The Hummingbird

The Hummingbird

In these times when it is difficult to express the heaviness in so many of our hearts as we witness immoral leadership making decisions that impact our communities, this story shared recently in Piloting Faith reminds me that we are not in this alone. 

“They say that long ago, when the world was quieter and people still listened with their whole bodies, a young woman named Amaru lived high in the mountains of the Andes. She came from a long line of weavers—women who threaded the memory of the earth into cloth, each design a quiet offering to the sacred.

But Amaru was untethered. Her mother had died. Her teacher had gone. The elders whispered that the thread of her spirit had become tangled. She felt it, too—like a silence inside her that had once been singing. One day, she climbed to the highest ridge. The wind was thin. The stillness vast. She pressed her back against a stone and wept—not with drama, but with that ancient kind of sorrow that lives in the bones. The kind that asks no questions. The kind that simply aches.

Then—a sound.        Whirrrrr.          A flash of color, a shimmer of wings: a hummingbird.

It hovered in front of her, still as breath, beating like a heart just beneath the surface of silence. She followed it—not with certainty, but with that soft kind of instinct that rises when words fall away. It led her over stone and through thickets, to a cave hidden behind a waterfall. Inside, the darkness pulsed. The walls shimmered faintly, as if remembering. And in that remembering, Amaru began to remember too.

She closed her eyes, and the cave became the sky. She saw her ancestors—not as names or photos, but as presence, as rhythm, as song. They were dancing and weaving and soaring, reminding her: you are not alone.
The hummingbird hovered near her chest. And a voice—not outside, but within—whispered:
We walk with you. We always have. Be still, and you will remember.

When she returned to her village, Amaru weaved differently. The stories in her cloth shimmered with new color, new memory. She didn’t speak of the cave. She didn’t need to. People felt it. In her presence, they remembered their own rootedness, their own sky. And ever since, when someone in the village is lost, they say:
Look for the hummingbird. She shows the way back to those who walk with you.”

I wonder who the ancestors that walk with you are.
I wonder how you are remembering your “rootedness” in these times.
May his story be a reminder that we are not alone.
May we resist together knowing we are buoyed by the ancestors and justice seekers that came before us.

In faith,
Rev. Claudia Jiménez
Minister of Faith Formation

PS Do you recognize where this photo was taken?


__Task description__
Output all the data exactly. Pictures do not belong in the copy.

__Material supplied__
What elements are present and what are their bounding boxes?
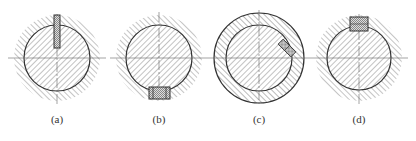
figure-a — [8, 14, 106, 104]
label-d: (d) — [339, 113, 379, 125]
key — [54, 15, 60, 48]
label-a: (a) — [37, 113, 77, 125]
key — [149, 87, 170, 99]
label-b: (b) — [139, 113, 179, 125]
figure-b — [110, 12, 208, 101]
label-c: (c) — [239, 113, 279, 125]
figure-d — [310, 14, 408, 104]
figure-c — [208, 10, 310, 106]
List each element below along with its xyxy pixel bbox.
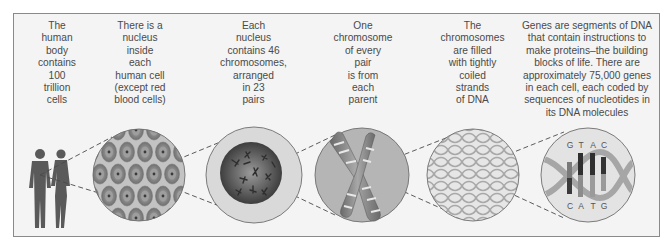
svg-text:T: T [578, 140, 583, 150]
svg-text:C: C [567, 201, 573, 211]
svg-text:A: A [578, 201, 584, 211]
svg-text:A: A [590, 140, 596, 150]
cells-circle-icon [0, 0, 189, 228]
svg-text:C: C [601, 140, 607, 150]
dna-helix-icon [538, 128, 640, 222]
svg-text:G: G [601, 201, 608, 211]
svg-text:T: T [590, 201, 595, 211]
human-figures-icon [29, 149, 70, 228]
nucleus-circle-icon [206, 127, 302, 223]
coiled-dna-icon [427, 129, 519, 221]
chromosome-pair-icon [315, 128, 409, 222]
svg-text:G: G [567, 140, 574, 150]
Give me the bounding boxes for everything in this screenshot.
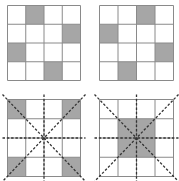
grid-bottom-left	[0, 92, 90, 181]
shaded-cell	[118, 62, 137, 81]
grid-bottom-right	[92, 92, 179, 181]
shaded-cell	[137, 6, 156, 25]
grid-top-left-svg	[7, 5, 81, 81]
shaded-cell	[26, 6, 44, 25]
grid-bottom-right-svg	[92, 92, 179, 181]
shaded-cell	[8, 43, 26, 62]
grid-bottom-left-svg	[0, 92, 90, 181]
grid-top-right	[99, 5, 174, 81]
shaded-cell	[44, 62, 62, 81]
shaded-cell	[155, 43, 174, 62]
shaded-cell	[100, 24, 119, 43]
shaded-cell	[62, 24, 80, 43]
grid-top-left	[7, 5, 81, 81]
grid-top-right-svg	[99, 5, 174, 81]
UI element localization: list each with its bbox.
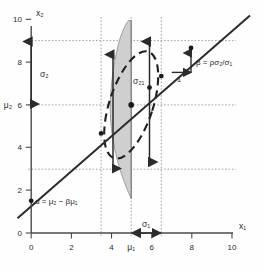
x-tick-label-10: 10 — [228, 243, 237, 252]
y-tick-label-8: 8 — [18, 58, 23, 67]
beta-label: β = ρσ₂/σ₁ — [196, 58, 232, 67]
x-tick-label-4: 4 — [109, 243, 114, 252]
regression-line — [18, 16, 251, 219]
alpha-label: α = μ₂ − βμ₁ — [35, 197, 78, 206]
mu2-axis-label: μ₂ — [4, 100, 12, 110]
y-tick-label-6: 6 — [18, 101, 23, 110]
x-axis-label: x₁ — [239, 221, 246, 231]
x-tick-label-8: 8 — [190, 243, 195, 252]
y-axis-label: x₂ — [36, 8, 44, 18]
y-tick-label-2: 2 — [18, 186, 23, 195]
point-on-line-2 — [147, 85, 152, 90]
bivariate-normal-plot: x₂ x₁ 10 8 6 4 2 0 μ₂ 0 2 4 6 8 10 μ₁ σ₂… — [0, 0, 262, 270]
mu1-axis-label: μ₁ — [127, 242, 135, 252]
x-tick-label-6: 6 — [149, 243, 154, 252]
y-tick-label-10: 10 — [13, 15, 22, 24]
y-tick-label-0: 0 — [18, 229, 23, 238]
point-on-line-3 — [159, 74, 164, 79]
sigma1-label: σ₁ — [142, 219, 150, 229]
point-intercept — [29, 198, 34, 203]
slope-run-label: 1 — [177, 75, 182, 84]
point-center — [128, 102, 134, 108]
x-tick-label-2: 2 — [69, 243, 74, 252]
x-tick-label-0: 0 — [29, 243, 34, 252]
sigma21-label: σ₂₁ — [133, 76, 145, 86]
y-tick-label-4: 4 — [18, 143, 23, 152]
point-slope-corner — [189, 46, 194, 51]
point-on-line-1 — [99, 131, 104, 136]
sigma2-label: σ₂ — [40, 69, 49, 79]
figure-canvas: x₂ x₁ 10 8 6 4 2 0 μ₂ 0 2 4 6 8 10 μ₁ σ₂… — [0, 0, 262, 270]
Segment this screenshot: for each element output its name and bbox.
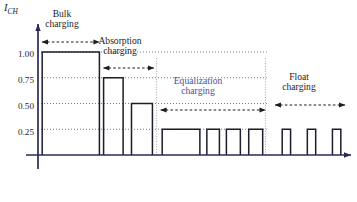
- annotation-equalization-line2: charging: [152, 86, 244, 96]
- axes: [26, 24, 351, 169]
- annotation-equalization: Equalization charging: [152, 76, 244, 96]
- y-tick-label-3: 0.50: [2, 102, 34, 112]
- annotation-absorption-line2: charging: [78, 46, 162, 56]
- y-axis-label: ICH: [4, 2, 18, 16]
- annotation-bulk: Bulk charging: [28, 9, 96, 29]
- annotation-float: Float charging: [258, 72, 340, 92]
- charging-profile-figure: ICH 1.00 0.75 0.50 0.25 Bulk charging Ab…: [0, 0, 357, 202]
- chart-canvas: [0, 0, 357, 202]
- annotation-float-line2: charging: [258, 82, 340, 92]
- annotation-absorption: Absorption charging: [78, 36, 162, 56]
- y-tick-label-2: 0.75: [2, 76, 34, 86]
- y-axis-label-sub: CH: [8, 7, 18, 16]
- y-tick-label-1: 1.00: [2, 50, 34, 60]
- annotation-bulk-line2: charging: [28, 19, 96, 29]
- y-tick-label-4: 0.25: [2, 128, 34, 138]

__Finished task__
What elements are present and what are their bounding boxes?
figure-a — [8, 14, 106, 104]
label-d: (d) — [339, 113, 379, 125]
key — [54, 15, 60, 48]
label-a: (a) — [37, 113, 77, 125]
key — [149, 87, 170, 99]
label-b: (b) — [139, 113, 179, 125]
figure-b — [110, 12, 208, 101]
label-c: (c) — [239, 113, 279, 125]
figure-d — [310, 14, 408, 104]
figure-c — [208, 10, 310, 106]
List each element below along with its xyxy pixel bbox.
svg-text:T: T [578, 140, 583, 150]
svg-text:C: C [567, 201, 573, 211]
svg-text:A: A [578, 201, 584, 211]
svg-text:A: A [590, 140, 596, 150]
cells-circle-icon [0, 0, 189, 228]
svg-text:C: C [601, 140, 607, 150]
dna-helix-icon [538, 128, 640, 222]
svg-text:G: G [601, 201, 608, 211]
svg-text:T: T [590, 201, 595, 211]
human-figures-icon [29, 149, 70, 228]
nucleus-circle-icon [206, 127, 302, 223]
coiled-dna-icon [427, 129, 519, 221]
chromosome-pair-icon [315, 128, 409, 222]
svg-text:G: G [567, 140, 574, 150]
Give me the bounding boxes for everything in this screenshot.
grid-bottom-left	[0, 92, 90, 181]
shaded-cell	[118, 62, 137, 81]
grid-bottom-right	[92, 92, 179, 181]
shaded-cell	[137, 6, 156, 25]
grid-top-left-svg	[7, 5, 81, 81]
shaded-cell	[26, 6, 44, 25]
grid-bottom-right-svg	[92, 92, 179, 181]
shaded-cell	[8, 43, 26, 62]
grid-bottom-left-svg	[0, 92, 90, 181]
grid-top-right	[99, 5, 174, 81]
shaded-cell	[44, 62, 62, 81]
shaded-cell	[155, 43, 174, 62]
shaded-cell	[100, 24, 119, 43]
shaded-cell	[62, 24, 80, 43]
grid-top-left	[7, 5, 81, 81]
grid-top-right-svg	[99, 5, 174, 81]
UI element localization: list each with its bbox.
x-tick-label-10: 10 — [228, 243, 237, 252]
y-tick-label-8: 8 — [18, 58, 23, 67]
beta-label: β = ρσ₂/σ₁ — [196, 58, 232, 67]
x-tick-label-4: 4 — [109, 243, 114, 252]
regression-line — [18, 16, 251, 219]
alpha-label: α = μ₂ − βμ₁ — [35, 197, 78, 206]
mu2-axis-label: μ₂ — [4, 100, 12, 110]
y-tick-label-6: 6 — [18, 101, 23, 110]
x-axis-label: x₁ — [239, 221, 246, 231]
x-tick-label-8: 8 — [190, 243, 195, 252]
y-axis-label: x₂ — [36, 8, 44, 18]
y-tick-label-2: 2 — [18, 186, 23, 195]
point-on-line-2 — [147, 85, 152, 90]
bivariate-normal-plot: x₂ x₁ 10 8 6 4 2 0 μ₂ 0 2 4 6 8 10 μ₁ σ₂… — [0, 0, 262, 270]
mu1-axis-label: μ₁ — [127, 242, 135, 252]
x-tick-label-6: 6 — [149, 243, 154, 252]
y-tick-label-10: 10 — [13, 15, 22, 24]
y-tick-label-0: 0 — [18, 229, 23, 238]
point-on-line-3 — [159, 74, 164, 79]
sigma1-label: σ₁ — [142, 219, 150, 229]
point-intercept — [29, 198, 34, 203]
slope-run-label: 1 — [177, 75, 182, 84]
point-center — [128, 102, 134, 108]
x-tick-label-2: 2 — [69, 243, 74, 252]
x-tick-label-0: 0 — [29, 243, 34, 252]
sigma21-label: σ₂₁ — [133, 76, 145, 86]
y-tick-label-4: 4 — [18, 143, 23, 152]
point-slope-corner — [189, 46, 194, 51]
point-on-line-1 — [99, 131, 104, 136]
sigma2-label: σ₂ — [40, 69, 49, 79]
figure-canvas: x₂ x₁ 10 8 6 4 2 0 μ₂ 0 2 4 6 8 10 μ₁ σ₂… — [0, 0, 262, 270]
Segment this screenshot: for each element output its name and bbox.
- annotation-equalization-line2: charging: [152, 86, 244, 96]
- axes: [26, 24, 351, 169]
- annotation-equalization: Equalization charging: [152, 76, 244, 96]
- y-tick-label-3: 0.50: [2, 102, 34, 112]
- annotation-absorption-line2: charging: [78, 46, 162, 56]
- y-axis-label: ICH: [4, 2, 18, 16]
- annotation-bulk: Bulk charging: [28, 9, 96, 29]
- annotation-float: Float charging: [258, 72, 340, 92]
- charging-profile-figure: ICH 1.00 0.75 0.50 0.25 Bulk charging Ab…: [0, 0, 357, 202]
- chart-canvas: [0, 0, 357, 202]
- annotation-float-line2: charging: [258, 82, 340, 92]
- annotation-absorption: Absorption charging: [78, 36, 162, 56]
- y-tick-label-2: 0.75: [2, 76, 34, 86]
- y-axis-label-sub: CH: [8, 7, 18, 16]
- y-tick-label-1: 1.00: [2, 50, 34, 60]
- annotation-bulk-line2: charging: [28, 19, 96, 29]
- y-tick-label-4: 0.25: [2, 128, 34, 138]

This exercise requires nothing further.